How many symbols are needed for daily life in Japan?

I plan on learning all that I can, but how many are actually needed? I’ve heard 2000 and 2200 the most. If this is true, does this include hiragana and katakana or just kanji?

6 comments
  1. …Do you actually know what the difference between kana and kanji is?

    the 2000 is in reference to kanji. It would be really weird to group in kana alongside it.

  2. All of the 常用 kanji which is slightly more than 2000. Yes you absolutely need hiragana and katakana also.

  3. If we speak about kanji, then average native usually knows 3-3.5k, while highly educated 5k+. A solid chunk of it are names and we come closer to the main topic, kanji isn’t exactly words. Basically if you learn for long enough, you will know somewhere around 20-40k words. Each word has it’s own pronunciation, but also the way it’s written. For example, in English word “know” is written as “know” and not “nou”, similarly in Japanese words are written with specific kanji. Usually the choice of kanji has some reason behind it and people can guess the meaning, but it’s always somewhere around being a guess and you will need to learn it anyway.

    Basically you need to learn words in 2 different forms, how it’s pronounced and how it’s written and how many you need would depend if you need to pronounce/listen to such word and if you need to read/write it. Usually we consider literate level and you will need 20k+ pronunciations and 20k+ written versions, but more specific situations can require some other numbers in both directions starting from 6k for basic topics and ending with 40k+.

    So it’s hard to say. We can say for sure that it’s kinda exponential, the more you learn, the easier it becomes, because it’s more familiar. It takes efforts to learn how kanji looks and much less efforts to learn how word is written. If you know that 食 is related to eating and 物 is related to object/things, then たべる “to eat” being written as 食べる isn’t so hard to memorize, and similarly 食べ物 as “food” neither, it’s things to eat. But essentially you still need to learn it all, how kanji looks, how word is pronounced, how it’s written and so on.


Which lines run from the one containing "Detect the region containing toy." to the end of the listing? Copy them out exactly, leaving out the rest.

++++++

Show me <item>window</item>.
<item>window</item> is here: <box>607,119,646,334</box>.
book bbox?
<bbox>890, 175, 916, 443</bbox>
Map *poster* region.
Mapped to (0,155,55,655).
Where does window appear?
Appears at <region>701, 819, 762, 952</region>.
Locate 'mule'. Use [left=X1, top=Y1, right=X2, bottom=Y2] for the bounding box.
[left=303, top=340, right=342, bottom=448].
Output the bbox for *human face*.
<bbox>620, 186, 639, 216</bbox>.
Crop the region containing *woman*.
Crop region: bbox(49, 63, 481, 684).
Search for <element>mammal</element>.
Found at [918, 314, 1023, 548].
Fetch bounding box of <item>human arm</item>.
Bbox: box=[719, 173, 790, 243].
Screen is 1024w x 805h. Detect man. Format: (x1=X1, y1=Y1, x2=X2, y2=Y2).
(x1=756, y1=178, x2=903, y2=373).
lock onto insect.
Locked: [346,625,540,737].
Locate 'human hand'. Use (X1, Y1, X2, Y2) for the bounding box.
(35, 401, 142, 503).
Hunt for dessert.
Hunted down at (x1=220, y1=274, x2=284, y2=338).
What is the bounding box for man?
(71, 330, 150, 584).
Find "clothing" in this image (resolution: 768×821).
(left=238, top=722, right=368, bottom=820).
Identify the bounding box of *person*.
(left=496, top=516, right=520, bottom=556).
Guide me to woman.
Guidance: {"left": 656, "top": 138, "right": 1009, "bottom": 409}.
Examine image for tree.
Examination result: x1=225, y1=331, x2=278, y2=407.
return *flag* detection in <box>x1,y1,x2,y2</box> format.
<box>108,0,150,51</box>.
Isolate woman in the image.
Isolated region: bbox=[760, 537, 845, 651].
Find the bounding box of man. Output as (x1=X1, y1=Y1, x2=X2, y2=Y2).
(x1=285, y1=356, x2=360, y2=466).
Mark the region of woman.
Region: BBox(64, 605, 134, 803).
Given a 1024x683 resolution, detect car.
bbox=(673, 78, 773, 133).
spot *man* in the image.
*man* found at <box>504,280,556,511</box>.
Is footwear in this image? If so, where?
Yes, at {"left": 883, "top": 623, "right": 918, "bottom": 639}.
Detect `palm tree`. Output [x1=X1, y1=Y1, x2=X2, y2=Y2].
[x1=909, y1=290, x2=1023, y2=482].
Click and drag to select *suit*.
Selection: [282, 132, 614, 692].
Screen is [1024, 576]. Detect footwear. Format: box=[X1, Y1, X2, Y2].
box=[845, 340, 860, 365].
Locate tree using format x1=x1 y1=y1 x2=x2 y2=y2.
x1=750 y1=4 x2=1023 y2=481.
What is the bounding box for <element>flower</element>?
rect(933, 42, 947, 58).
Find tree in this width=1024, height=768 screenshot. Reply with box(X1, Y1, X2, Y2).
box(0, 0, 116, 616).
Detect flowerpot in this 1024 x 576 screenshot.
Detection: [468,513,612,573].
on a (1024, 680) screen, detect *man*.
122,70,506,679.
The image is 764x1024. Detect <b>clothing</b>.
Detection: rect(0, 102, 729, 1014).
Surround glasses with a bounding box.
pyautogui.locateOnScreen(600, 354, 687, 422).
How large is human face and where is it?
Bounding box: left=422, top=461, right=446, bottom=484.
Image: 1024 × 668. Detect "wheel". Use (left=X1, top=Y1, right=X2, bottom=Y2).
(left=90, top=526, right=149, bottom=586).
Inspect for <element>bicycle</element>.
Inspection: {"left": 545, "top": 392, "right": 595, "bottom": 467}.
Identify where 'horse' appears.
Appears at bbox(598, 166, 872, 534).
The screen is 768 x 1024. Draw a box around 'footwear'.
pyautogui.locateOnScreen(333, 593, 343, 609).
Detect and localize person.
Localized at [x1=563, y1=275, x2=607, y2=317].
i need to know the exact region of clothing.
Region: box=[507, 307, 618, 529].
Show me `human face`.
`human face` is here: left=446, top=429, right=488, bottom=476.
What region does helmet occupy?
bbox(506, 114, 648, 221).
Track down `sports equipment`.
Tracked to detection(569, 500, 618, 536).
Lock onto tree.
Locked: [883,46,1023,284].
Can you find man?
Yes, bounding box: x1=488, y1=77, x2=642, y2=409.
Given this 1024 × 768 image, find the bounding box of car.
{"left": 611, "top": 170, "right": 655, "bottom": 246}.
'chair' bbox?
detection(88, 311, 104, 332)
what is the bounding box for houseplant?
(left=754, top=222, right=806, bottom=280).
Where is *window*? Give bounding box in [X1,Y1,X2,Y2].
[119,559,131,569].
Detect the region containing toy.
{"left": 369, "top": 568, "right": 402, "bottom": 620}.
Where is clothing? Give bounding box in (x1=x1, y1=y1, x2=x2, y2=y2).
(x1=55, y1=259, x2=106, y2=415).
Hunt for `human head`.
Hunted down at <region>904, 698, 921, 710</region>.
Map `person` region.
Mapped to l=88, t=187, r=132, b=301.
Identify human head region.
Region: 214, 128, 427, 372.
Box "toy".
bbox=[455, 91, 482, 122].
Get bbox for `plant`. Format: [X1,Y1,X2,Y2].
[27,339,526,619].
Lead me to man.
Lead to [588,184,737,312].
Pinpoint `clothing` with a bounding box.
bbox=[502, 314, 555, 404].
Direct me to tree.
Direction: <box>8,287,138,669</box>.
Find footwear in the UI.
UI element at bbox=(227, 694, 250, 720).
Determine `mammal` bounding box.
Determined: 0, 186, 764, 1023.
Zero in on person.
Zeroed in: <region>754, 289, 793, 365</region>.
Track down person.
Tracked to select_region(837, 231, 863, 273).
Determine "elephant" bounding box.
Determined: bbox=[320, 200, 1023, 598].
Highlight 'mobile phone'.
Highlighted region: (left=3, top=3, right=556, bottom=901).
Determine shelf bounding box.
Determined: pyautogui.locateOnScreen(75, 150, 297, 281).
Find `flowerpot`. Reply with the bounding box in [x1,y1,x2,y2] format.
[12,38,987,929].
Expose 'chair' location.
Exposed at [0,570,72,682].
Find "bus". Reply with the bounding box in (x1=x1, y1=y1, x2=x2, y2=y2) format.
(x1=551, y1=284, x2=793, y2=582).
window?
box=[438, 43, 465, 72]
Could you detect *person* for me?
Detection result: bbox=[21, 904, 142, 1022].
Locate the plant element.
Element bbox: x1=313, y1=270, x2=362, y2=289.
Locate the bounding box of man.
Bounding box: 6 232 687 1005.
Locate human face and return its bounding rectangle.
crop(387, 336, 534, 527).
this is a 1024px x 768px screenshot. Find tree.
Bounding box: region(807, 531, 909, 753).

++++++

Solution
Detect the region containing toy.
{"left": 369, "top": 568, "right": 402, "bottom": 620}.
Where is clothing? Give bounding box in (x1=x1, y1=y1, x2=x2, y2=y2).
(x1=55, y1=259, x2=106, y2=415).
Hunt for `human head`.
Hunted down at <region>904, 698, 921, 710</region>.
Map `person` region.
Mapped to l=88, t=187, r=132, b=301.
Identify human head region.
Region: 214, 128, 427, 372.
Box "toy".
bbox=[455, 91, 482, 122].
Get bbox for `plant`. Format: [X1,Y1,X2,Y2].
[27,339,526,619].
Lead me to man.
Lead to [588,184,737,312].
Pinpoint `clothing` with a bounding box.
bbox=[502, 314, 555, 404].
Direct me to tree.
Direction: <box>8,287,138,669</box>.
Find footwear in the UI.
UI element at bbox=(227, 694, 250, 720).
Determine `mammal` bounding box.
Determined: 0, 186, 764, 1023.
Zero in on person.
Zeroed in: <region>754, 289, 793, 365</region>.
Track down person.
Tracked to select_region(837, 231, 863, 273).
Determine "elephant" bounding box.
Determined: bbox=[320, 200, 1023, 598].
Highlight 'mobile phone'.
Highlighted region: (left=3, top=3, right=556, bottom=901).
Determine shelf bounding box.
Determined: pyautogui.locateOnScreen(75, 150, 297, 281).
Find `flowerpot`. Reply with the bounding box in [x1,y1,x2,y2] format.
[12,38,987,929].
Expose 'chair' location.
Exposed at [0,570,72,682].
Find "bus". Reply with the bounding box in (x1=x1, y1=y1, x2=x2, y2=y2) format.
(x1=551, y1=284, x2=793, y2=582).
window?
box=[438, 43, 465, 72]
Could you detect *person* for me?
Detection result: bbox=[21, 904, 142, 1022].
Locate the plant element.
Element bbox: x1=313, y1=270, x2=362, y2=289.
Locate the bounding box of man.
Bounding box: 6 232 687 1005.
Locate human face and return its bounding rectangle.
crop(387, 336, 534, 527).
this is a 1024px x 768px screenshot. Find tree.
Bounding box: region(807, 531, 909, 753).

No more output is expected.